November 18, 2010
Internationalist Curriculum Infiltrates U.S. Schools
By Seana Cranston, J.D.
NEW YORK, November 18 (C-FAM) A sign nailed to a tree trunk in a family’s front yard reads, “NO IB, Stop Wasting Money, Keep the UN Out of Our Schools.” Across the Arizona town, a school board member criticizes a curriculum she says surrenders local control to a foreign organization that promotes world government.
The debate means one American community has awakened to the International Baccalaureate, a study program quietly embraced by nearly 1,000 U.S. campuses and 139 countries worldwide. While found mostly in public high schools, the curriculum has touched middle and elementary schools, and even a number of Catholic schools.
“IB is the biggest educational scam perpetrated on American schools today,” says Lisa McLoughlin, a Long Island mother and leading critic. She says schools shouldn't spend tax dollars on the program, and questions if Catholic schools are aware of its underlying, liberal internationalist philosophy.
“IB students learn diversity, multiculturalism, and international-mindedness, but can they do math? Do they learn grammar? Can they write a paper?” says McLoughlin.
The IB comes from a non-profit educational foundation of the same name founded in Switzerland in 1968. Its early money came from the United Nations, as well as the 20th Century Fund and Ford Foundation.
The baccalaureate foundation maintains close ties to the UN through its cultural and education agency, UNESCO. It regularly participates in UNESCO meetings and comments on its proposals in education. UNESCO still funds some IB projects, as does the Bill and Melinda Gates Foundation.
Despite its direct relationship with the UN, IB denies any UN influence on its curriculum.
But critics say IB is anti-American, undermines national sovereignty, and promotes radical environmentalism. Until recently, IB endorsed the Earth Charter, which supports population control and socialism. The Earth Charter argues that all nations should implement its principles in an international treaty.
Some also criticize IB’s non-traditional curriculum and lack of transparency. To discover the actual curriculum, outsiders must buy course guides from the foundation itself. But even then the course guides are vague, McLoughlin says.
McLoughlin became interested in the curriculum after it arrived at her family’s public high school. She created the website, www.truthaboutib.com, described by a Washington Post column as “remarkably fair” despite its clear anti-IB agenda.
She says IB promotes moral relativism and undermines familial values. An IB director, for example, said in a speech that questions about ethical obligations, human rights, beliefs, and moral responsibility have “no right or wrong answers.”
A document on IB’s website contains a curriculum model that emphasizes “Sharing the planet.” It promotes world citizenship, and says students need a greater understanding of internationalism because of the “prevalence of discrimination, racism in all its forms . . . and environmental destruction.”
Whatever its official relationship to the UN, the IB's personal ties run deep. The foundation's chair is Carol Bellamy, who formerly led the United Nation’s Children’s Fund. During her tenure, UNICEF promoted abortion rights, sex ed for children that encouraged promiscuity, and a radical feminist agenda.
And its close relationship to UNESCO draws the IB into another education controversy. As recently reported by the Friday Fax, UNESCO promotes sex education for children of all ages. UNESCO also supports legalized abortion, homosexuality, and the abolishment of traditional gender identities.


▶ [Work to complete] Tally the lines of the records that contain the string "screenshot", then give the total and nothing more.

*** Input Section Begins ***

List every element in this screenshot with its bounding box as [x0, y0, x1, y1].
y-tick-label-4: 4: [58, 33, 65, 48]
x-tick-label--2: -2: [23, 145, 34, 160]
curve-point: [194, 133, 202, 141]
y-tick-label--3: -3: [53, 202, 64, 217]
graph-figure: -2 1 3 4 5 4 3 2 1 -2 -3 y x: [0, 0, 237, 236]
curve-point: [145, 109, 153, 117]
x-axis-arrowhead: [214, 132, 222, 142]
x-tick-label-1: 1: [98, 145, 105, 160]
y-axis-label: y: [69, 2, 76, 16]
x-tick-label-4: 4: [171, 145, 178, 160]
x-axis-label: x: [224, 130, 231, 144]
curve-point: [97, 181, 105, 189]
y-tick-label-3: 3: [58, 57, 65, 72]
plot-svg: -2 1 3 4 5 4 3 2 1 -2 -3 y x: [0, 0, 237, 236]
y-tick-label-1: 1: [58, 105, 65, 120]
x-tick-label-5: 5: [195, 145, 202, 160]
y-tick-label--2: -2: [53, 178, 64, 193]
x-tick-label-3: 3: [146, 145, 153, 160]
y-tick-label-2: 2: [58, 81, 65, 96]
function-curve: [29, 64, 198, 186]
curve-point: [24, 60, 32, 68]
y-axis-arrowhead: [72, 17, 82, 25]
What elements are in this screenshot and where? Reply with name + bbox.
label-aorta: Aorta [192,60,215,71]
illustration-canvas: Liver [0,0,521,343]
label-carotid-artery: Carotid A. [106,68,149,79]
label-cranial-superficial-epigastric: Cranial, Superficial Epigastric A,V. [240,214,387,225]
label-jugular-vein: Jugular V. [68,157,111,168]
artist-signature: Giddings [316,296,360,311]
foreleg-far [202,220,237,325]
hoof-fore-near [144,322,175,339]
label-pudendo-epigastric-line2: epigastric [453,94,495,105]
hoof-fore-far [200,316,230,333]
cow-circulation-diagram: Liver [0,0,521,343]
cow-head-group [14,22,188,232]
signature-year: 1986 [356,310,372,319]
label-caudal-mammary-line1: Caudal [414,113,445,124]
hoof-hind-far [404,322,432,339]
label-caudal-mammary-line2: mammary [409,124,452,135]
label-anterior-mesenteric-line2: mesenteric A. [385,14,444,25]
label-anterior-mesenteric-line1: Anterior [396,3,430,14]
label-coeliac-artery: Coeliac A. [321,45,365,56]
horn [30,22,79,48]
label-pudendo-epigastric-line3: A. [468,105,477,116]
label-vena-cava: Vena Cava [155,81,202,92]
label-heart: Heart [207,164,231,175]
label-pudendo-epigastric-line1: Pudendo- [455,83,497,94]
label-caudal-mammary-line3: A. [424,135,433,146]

*** Input Section Ends ***

▶ [Result of this exercise] 2